Part III of my series on the Middle Eastern echoes of the Easter Rising will be up later today but I thought I should note an important anniversary today: on April 29, 1916, the very same day the last of the Dublin rebels surrendered to the British, in Iraq another British general was surrendering a British and Indian force in the largest surrender of British forces in history up to that time. It would only be exeeded by Singapore in 1942. After a months-long siege marked by four failed relief expeditions and even a blatant attempt at bribing the Turkish commanders (under the guise of a "ransom"), in which T.E. Lawrence and Aubrey Herbert were negotiators.
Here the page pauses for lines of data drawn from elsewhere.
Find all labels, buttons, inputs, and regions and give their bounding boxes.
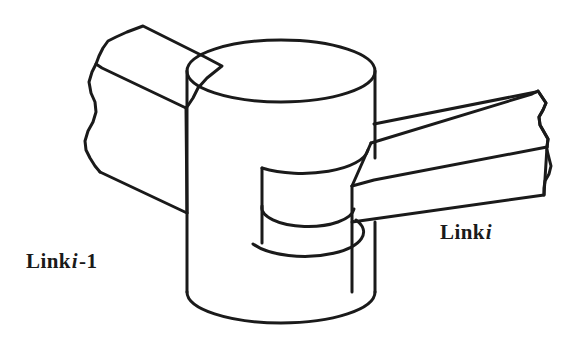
- inner-cylinder-bottom-arc: [262, 206, 354, 227]
- label-link-current-prefix: Link: [440, 220, 485, 244]
- figure-canvas: Linki-1 Linki: [0, 0, 573, 347]
- slot-upper-lip-arc: [262, 150, 368, 173]
- link-cur-upper-sliver: [374, 92, 536, 124]
- link-cur-front-face: [352, 147, 547, 222]
- label-link-current: Linki: [440, 222, 493, 243]
- label-link-previous-suffix: -1: [79, 249, 97, 273]
- link-prev-break-line: [85, 64, 100, 172]
- label-link-previous-prefix: Link: [26, 249, 71, 273]
- link-prev-top-face: [96, 26, 222, 108]
- revolute-joint-drawing: [0, 0, 573, 347]
- label-link-previous: Linki-1: [26, 251, 97, 272]
- link-cur-break-line-upper: [538, 91, 548, 147]
- link-cur-top-face: [352, 91, 548, 186]
- cylinder-bottom-arc: [187, 292, 375, 323]
- label-link-previous-symbol: i: [71, 249, 79, 273]
- label-link-current-symbol: i: [485, 220, 493, 244]
- link-prev-front-face-lower: [100, 172, 187, 213]
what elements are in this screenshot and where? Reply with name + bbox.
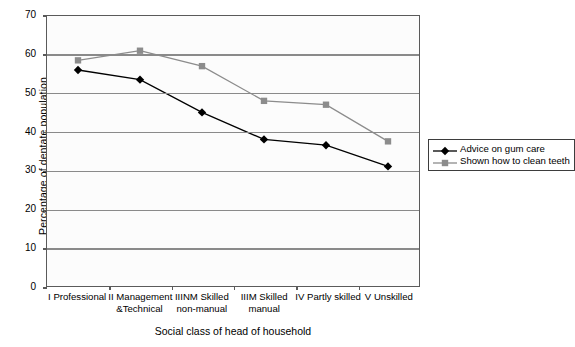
y-tick-mark bbox=[43, 15, 47, 16]
x-tick-label-line1: V Unskilled bbox=[365, 291, 413, 302]
data-point-marker bbox=[261, 98, 267, 104]
gridline bbox=[47, 132, 419, 133]
x-tick-mark bbox=[234, 286, 235, 290]
legend-item: Shown how to clean teeth bbox=[432, 155, 570, 167]
legend-diamond-marker-icon bbox=[432, 143, 458, 155]
x-axis-title: Social class of head of household bbox=[46, 325, 420, 337]
x-tick-label-line1: IIIM Skilled bbox=[241, 291, 288, 302]
y-tick-label: 70 bbox=[25, 10, 36, 20]
series-line bbox=[78, 51, 388, 142]
legend-label: Advice on gum care bbox=[458, 143, 545, 155]
plot-area bbox=[46, 15, 420, 287]
y-tick-label: 50 bbox=[25, 88, 36, 98]
x-tick-label-line2: non-manual bbox=[171, 303, 233, 315]
gridline bbox=[47, 93, 419, 94]
y-tick-mark bbox=[43, 287, 47, 288]
y-tick-label: 30 bbox=[25, 165, 36, 175]
y-axis-tick-labels: 706050403020100 bbox=[0, 0, 44, 347]
legend-item: Advice on gum care bbox=[432, 143, 570, 155]
x-tick-label-line1: II Management bbox=[108, 291, 172, 302]
x-tick-label-line2: manual bbox=[233, 303, 295, 315]
chart-legend: Advice on gum careShown how to clean tee… bbox=[428, 139, 575, 171]
y-tick-label: 10 bbox=[25, 243, 36, 253]
x-tick-label-line1: IIINM Skilled bbox=[175, 291, 229, 302]
y-tick-label: 60 bbox=[25, 49, 36, 59]
gridline bbox=[47, 171, 419, 172]
x-tick-mark bbox=[172, 286, 173, 290]
x-tick-mark bbox=[359, 286, 360, 290]
legend-square-marker-icon bbox=[432, 155, 458, 167]
data-point-marker bbox=[323, 102, 329, 108]
data-point-marker bbox=[322, 141, 330, 149]
y-tick-label: 20 bbox=[25, 204, 36, 214]
x-tick-label-line1: IV Partly skilled bbox=[295, 291, 361, 302]
x-tick-label: I Professional bbox=[46, 291, 108, 303]
data-point-marker bbox=[384, 162, 392, 170]
x-tick-label: IIIM Skilledmanual bbox=[233, 291, 295, 314]
x-tick-label: II Management&Technical bbox=[108, 291, 170, 314]
data-point-marker bbox=[385, 138, 391, 144]
data-point-marker bbox=[260, 135, 268, 143]
x-axis-tick-labels: I ProfessionalII Management&TechnicalIII… bbox=[46, 291, 420, 325]
x-tick-label-line2: &Technical bbox=[108, 303, 170, 315]
legend-label: Shown how to clean teeth bbox=[458, 155, 570, 167]
data-point-marker bbox=[136, 75, 144, 83]
x-tick-mark bbox=[296, 286, 297, 290]
series-layer bbox=[47, 16, 419, 286]
x-tick-label: IIINM Skillednon-manual bbox=[171, 291, 233, 314]
gridline bbox=[47, 54, 419, 55]
data-point-marker bbox=[74, 66, 82, 74]
x-tick-label-line1: I Professional bbox=[48, 291, 106, 302]
y-tick-label: 40 bbox=[25, 127, 36, 137]
data-point-marker bbox=[198, 108, 206, 116]
x-tick-mark bbox=[109, 286, 110, 290]
data-point-marker bbox=[75, 57, 81, 63]
data-point-marker bbox=[137, 48, 143, 54]
data-point-marker bbox=[199, 63, 205, 69]
x-tick-label: IV Partly skilled bbox=[295, 291, 357, 303]
gridline bbox=[47, 210, 419, 211]
gridline bbox=[47, 248, 419, 249]
series-line bbox=[78, 70, 388, 166]
x-tick-label: V Unskilled bbox=[358, 291, 420, 303]
y-tick-label: 0 bbox=[30, 282, 36, 292]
General Charles Townshend, a military incompetent even by British World War I standards, surrendered more men than Cornwallis had at Yorktown.
In 2014 I ran three posts on the siege and surrender of Kut (Part I; Part II; Part III);
because I told the story then I have not noted the centennials of each
of the failed British attempts to lift the siege. But it marked a disaster for British arms compared to which Gallipoli, that other disaster in the war with the Turks, seems almost successful in that the troops were successfully withdrawn.
In the end. Townshend surrendered unconditionally. In the
campaign Britain had lost between 23,000 and 30,000 killed and wounded (the relief expeditions lost more men than were in the besieged garrison at Kut)
and surrendered some 12,000. Townshend and other British officers were given comfortable quarters in detention; the largely Indian rank and file were sent to turkis prisons in the east from which few survived the war. For more, see my earlier posts.